Furthermore, prejudices are often used as the basis for discriminatory behaviour, which currently infringes upon every aspect of our national life.

This week, Sisonke Msimang wrote this in The Daily Maverick: “Mabel Jansen is fundamentally different from Penny Sparrow and Matthew Theunissen because she holds a public position. Her private prejudices are a matter of public interest because she is a judge.

“In Jansen we see what critical race theorists mean when they say that racism is prejudice plus power. Apartheid wasn’t simply racist because some whites had anti-black views; it was racist because that hatred was legislated and backed up by institutional power.”

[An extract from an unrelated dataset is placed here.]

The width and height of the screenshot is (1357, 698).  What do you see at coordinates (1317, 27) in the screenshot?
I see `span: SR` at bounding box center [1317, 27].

However, even the Sparrow variety of racist matters, because as an estate agent she was probably part of the continued systemic exclusion of Black people from the property market. Grievances such as “I could not rent/buy/get an Airbnb with my black name” persist precisely because of people like Sparrow.

Racists matter because many of them do not hire Black people – and those who do underpay and/or abuse them. Individual racists are part of the lack of transformation we see across sectors.

Racists are able to mark down or fail Black children when given positions as educators; “normal” racists harass and beat Black people with impunity because they know that they can get away with it.

All racists, high court judge or not, actively partake in upholding the racist structure of our society. Their enacting of verbal and physical violence should be concerning enough, if we truly believe in the right to dignity and equality.

While some continue to downplay the significance of individual racists, the latter continue to use the institutional power and systems that are open to them to discriminate and to perpetuate inequality.

In the same way, sexists, homophobes, transphobes and ableists continue to use their positions and the existing unequal power structures to deny marginalised groups their opportunities and rights.

It is for this reason that every act of private discriminatory behaviour should concern us all.